8, St. James's St., June 1, 1812.
The most satisfactory answer to the concluding part of your letter is that Mr. Murray will republish your volume, if you still retain your inclination for the experiment, which I trust will be successful. Some weeks ago my friend Mr. Rogers showed me some of the stanzas in MS., and I then expressed my opinion of their merit, which a further perusal of the printed volume has given me no reason to revoke. I mention this, as it may not be disagreeable to you to learn that I entertained a very favourable opinion of your powers, before I was aware that such sentiments were reciprocal.

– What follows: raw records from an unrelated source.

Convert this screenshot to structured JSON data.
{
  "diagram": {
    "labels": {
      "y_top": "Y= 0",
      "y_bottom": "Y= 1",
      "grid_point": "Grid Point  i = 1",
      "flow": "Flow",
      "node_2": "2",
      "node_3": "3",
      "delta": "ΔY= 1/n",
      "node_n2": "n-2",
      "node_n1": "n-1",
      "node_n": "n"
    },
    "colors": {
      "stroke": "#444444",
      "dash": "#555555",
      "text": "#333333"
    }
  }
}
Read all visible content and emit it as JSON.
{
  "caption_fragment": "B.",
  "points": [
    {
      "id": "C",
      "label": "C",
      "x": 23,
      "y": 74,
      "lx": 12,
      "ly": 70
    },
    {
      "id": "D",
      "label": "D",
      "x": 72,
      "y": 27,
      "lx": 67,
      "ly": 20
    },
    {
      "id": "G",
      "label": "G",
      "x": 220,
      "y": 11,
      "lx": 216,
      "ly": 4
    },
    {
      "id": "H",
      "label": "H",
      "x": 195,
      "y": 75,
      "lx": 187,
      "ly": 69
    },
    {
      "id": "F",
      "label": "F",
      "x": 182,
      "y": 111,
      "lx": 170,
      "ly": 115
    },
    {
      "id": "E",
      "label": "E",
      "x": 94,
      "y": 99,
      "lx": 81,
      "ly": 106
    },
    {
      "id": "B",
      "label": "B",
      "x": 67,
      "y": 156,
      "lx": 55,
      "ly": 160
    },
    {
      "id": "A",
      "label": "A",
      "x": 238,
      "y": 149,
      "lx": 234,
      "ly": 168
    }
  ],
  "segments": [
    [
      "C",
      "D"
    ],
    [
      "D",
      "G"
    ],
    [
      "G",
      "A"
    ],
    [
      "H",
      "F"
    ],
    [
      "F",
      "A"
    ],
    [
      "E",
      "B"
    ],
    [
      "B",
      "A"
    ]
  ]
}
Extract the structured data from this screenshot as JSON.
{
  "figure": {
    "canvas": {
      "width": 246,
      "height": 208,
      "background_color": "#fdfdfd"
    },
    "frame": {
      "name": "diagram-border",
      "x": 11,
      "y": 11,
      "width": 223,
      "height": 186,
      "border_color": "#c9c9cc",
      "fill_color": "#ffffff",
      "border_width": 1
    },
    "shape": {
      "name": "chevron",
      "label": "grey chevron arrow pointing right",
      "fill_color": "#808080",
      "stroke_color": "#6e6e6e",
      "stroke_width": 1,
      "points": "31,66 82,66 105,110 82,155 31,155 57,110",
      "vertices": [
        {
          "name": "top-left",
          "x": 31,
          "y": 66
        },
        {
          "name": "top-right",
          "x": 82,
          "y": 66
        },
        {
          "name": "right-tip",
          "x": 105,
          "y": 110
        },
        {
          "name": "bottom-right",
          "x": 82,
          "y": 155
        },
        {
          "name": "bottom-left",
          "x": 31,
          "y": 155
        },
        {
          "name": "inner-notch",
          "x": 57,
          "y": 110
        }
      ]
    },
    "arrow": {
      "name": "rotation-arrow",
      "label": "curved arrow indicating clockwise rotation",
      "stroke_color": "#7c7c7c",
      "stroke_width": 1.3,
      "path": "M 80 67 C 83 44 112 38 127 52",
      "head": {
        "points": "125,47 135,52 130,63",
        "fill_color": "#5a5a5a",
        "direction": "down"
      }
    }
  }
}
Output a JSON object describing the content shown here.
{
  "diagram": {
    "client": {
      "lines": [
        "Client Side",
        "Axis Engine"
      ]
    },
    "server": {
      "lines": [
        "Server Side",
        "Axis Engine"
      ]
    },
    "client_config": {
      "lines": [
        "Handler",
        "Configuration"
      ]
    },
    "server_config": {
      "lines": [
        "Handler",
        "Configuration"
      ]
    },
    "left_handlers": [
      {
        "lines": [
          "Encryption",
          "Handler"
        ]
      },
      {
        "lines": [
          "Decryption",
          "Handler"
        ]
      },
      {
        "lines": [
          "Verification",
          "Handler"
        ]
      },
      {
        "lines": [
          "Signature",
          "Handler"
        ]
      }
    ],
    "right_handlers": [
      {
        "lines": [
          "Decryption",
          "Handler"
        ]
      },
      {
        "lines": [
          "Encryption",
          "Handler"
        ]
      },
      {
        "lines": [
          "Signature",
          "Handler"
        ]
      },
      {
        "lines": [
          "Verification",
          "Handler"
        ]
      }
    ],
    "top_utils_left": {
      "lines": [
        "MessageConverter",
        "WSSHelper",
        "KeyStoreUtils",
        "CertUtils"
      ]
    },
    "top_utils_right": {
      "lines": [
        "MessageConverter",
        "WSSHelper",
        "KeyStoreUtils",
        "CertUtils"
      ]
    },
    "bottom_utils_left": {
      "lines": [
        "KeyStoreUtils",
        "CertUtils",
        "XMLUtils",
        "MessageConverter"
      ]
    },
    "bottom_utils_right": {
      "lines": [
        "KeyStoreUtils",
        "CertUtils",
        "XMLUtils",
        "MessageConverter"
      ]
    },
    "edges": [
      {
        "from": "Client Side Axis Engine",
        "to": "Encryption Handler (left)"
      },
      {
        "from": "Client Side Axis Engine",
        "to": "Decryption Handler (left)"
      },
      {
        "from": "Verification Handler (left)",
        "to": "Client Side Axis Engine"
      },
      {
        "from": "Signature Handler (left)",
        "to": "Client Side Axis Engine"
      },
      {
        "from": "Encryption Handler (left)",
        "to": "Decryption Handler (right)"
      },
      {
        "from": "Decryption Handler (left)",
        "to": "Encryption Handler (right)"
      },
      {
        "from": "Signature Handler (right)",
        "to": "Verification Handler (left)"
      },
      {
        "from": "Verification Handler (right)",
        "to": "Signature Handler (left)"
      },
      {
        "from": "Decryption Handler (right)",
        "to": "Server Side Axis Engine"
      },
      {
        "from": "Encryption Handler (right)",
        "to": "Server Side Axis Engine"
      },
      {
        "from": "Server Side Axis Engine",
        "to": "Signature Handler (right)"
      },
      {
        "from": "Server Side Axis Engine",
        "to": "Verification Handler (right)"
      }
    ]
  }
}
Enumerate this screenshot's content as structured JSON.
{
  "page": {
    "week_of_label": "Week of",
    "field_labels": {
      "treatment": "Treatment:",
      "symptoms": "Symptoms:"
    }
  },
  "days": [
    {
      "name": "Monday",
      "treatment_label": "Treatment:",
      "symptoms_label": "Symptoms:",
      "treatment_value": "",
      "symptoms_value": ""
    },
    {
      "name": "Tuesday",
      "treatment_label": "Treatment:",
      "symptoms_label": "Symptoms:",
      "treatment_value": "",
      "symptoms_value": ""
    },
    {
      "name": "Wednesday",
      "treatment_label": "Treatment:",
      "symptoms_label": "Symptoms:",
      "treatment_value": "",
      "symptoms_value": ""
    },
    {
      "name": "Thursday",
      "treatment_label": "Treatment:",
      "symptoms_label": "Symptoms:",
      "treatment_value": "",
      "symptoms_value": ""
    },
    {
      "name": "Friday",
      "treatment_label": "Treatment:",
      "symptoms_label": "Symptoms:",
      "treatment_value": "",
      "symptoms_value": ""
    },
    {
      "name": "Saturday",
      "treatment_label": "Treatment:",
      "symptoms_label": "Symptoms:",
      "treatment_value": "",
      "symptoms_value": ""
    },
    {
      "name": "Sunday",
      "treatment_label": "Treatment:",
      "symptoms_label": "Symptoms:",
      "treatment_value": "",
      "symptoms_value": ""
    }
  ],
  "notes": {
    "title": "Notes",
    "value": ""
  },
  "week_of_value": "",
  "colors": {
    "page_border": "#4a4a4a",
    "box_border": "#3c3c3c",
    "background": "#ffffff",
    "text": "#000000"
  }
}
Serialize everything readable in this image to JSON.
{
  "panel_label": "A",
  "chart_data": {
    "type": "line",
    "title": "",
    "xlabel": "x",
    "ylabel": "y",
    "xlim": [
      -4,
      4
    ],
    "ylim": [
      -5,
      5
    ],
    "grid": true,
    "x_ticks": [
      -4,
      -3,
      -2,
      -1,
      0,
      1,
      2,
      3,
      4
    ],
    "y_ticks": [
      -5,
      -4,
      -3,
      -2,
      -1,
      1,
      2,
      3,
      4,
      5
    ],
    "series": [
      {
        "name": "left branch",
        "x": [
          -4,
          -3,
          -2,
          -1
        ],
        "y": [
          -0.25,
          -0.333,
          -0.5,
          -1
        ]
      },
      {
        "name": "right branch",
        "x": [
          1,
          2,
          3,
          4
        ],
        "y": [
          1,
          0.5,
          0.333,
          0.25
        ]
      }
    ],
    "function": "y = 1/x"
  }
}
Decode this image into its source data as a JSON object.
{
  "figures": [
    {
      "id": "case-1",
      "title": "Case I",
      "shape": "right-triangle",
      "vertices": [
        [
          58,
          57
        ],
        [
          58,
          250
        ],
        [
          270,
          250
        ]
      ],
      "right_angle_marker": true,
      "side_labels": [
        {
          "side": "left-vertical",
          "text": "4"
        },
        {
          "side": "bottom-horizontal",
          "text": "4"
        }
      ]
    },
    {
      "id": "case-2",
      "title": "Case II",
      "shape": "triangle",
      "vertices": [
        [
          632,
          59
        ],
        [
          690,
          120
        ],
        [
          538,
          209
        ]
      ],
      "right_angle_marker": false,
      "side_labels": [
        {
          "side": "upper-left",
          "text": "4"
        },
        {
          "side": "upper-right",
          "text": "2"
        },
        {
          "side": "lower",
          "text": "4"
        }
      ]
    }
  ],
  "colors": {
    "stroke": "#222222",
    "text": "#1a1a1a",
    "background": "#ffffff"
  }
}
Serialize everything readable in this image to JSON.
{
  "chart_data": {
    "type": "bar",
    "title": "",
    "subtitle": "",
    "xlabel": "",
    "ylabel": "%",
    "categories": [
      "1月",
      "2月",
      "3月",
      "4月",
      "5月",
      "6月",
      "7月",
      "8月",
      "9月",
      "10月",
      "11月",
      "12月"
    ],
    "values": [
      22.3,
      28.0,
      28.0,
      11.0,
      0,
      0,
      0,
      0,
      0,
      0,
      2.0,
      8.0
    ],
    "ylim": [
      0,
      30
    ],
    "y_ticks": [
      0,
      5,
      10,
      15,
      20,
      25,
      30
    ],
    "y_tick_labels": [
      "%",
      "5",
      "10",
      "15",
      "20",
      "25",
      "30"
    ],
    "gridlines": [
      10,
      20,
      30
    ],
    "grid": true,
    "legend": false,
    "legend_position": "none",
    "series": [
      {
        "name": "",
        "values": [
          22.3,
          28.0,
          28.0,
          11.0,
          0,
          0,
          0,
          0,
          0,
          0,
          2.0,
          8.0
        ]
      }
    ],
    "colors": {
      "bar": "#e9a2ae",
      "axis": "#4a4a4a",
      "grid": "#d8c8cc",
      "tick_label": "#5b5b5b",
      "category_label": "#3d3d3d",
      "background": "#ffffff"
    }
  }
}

Waiving your obliging expressions as to my own productions, for which I thank you very sincerely, and assure you that I think not lightly of the praise of one whose approbation is valuable, will you allow me to talk to you candidly, not critically, on the subject of yours? You will not suspect me of a wish to discourage, since I pointed out to the publisher the propriety of complying with your wishes. I think more highly of your poetical talents than it would, perhaps, gratify you to hear expressed, for I believe, from what I observe of your mind, that you are above flattery. To come to the point, you deserve success, but we know, before Addison wrote his Cato, that desert does not always command it. But, suppose it attained,—
"You know what ills the author's life assail,
Toil, envy, want, the patron and the jail." 2
Do not renounce writing, but never trust entirely to authorship. If you have a possession, retain it; it will be, like Prior's fellowship 3 , a last and sure resource. Compare Mr. Rogers with other authors of the day; assuredly he is amongst the first of living poets, but is it to that he owes his station in society, and his intimacy in the best circles? No, it is to his prudence and respectability; the world (a bad one, I own) courts him because he has no occasion to court it. He is a poet, nor is he less so because he was something more. I am not sorry to hear that you are not tempted by the vicinity of Capel Loft, Esq're. 4 , though, if he had done for you what he has done for the Bloomfields, I should never have laughed at his rage for patronising. But a truly constituted mind will ever be independent. That you may be so is my sincere wish, and, if others think as well of your poetry as I do, you will have no cause to complain of your readers.
Believe me, etc.
Footnote 1:
Bernard Barton (1784-1849), the friend of Charles Lamb, and the Quaker poet, to whose Poems and Letters (1849) Edward FitzGerald prefixed a biographical introduction, published Metrical Effusions (1812), Poems by an Amateur (1817), Poems (1820), and several other works. He was for many years a clerk in a bank at Woodbridge, in Suffolk. Byron's advice to him was that of Lamb: "Keep to your bank, and your bank will keep you." Two letters, [1, 2] written by him to Byron in 1814, showing his admiration of the poet, and his appreciation of the generosity of his character, and part of the draft of Byron's answer, are given in Appendix IV.
Footnote 2:
"There mark what ills the scholar's life assail,—
Toil, envy, want, the patron and the jail." Johnson's Vanity of Human Wishes, line 159.
Footnote 3:
Matthew Prior (1664-1721) became a Fellow of St. John's College, Cambridge, in 1688.
Footnote 4:
For Capell Lofft and the Bloomfields, see Letters, vol. i. p. 337, notes I and 2 [Footnotes 4 and 5 of Letter 167].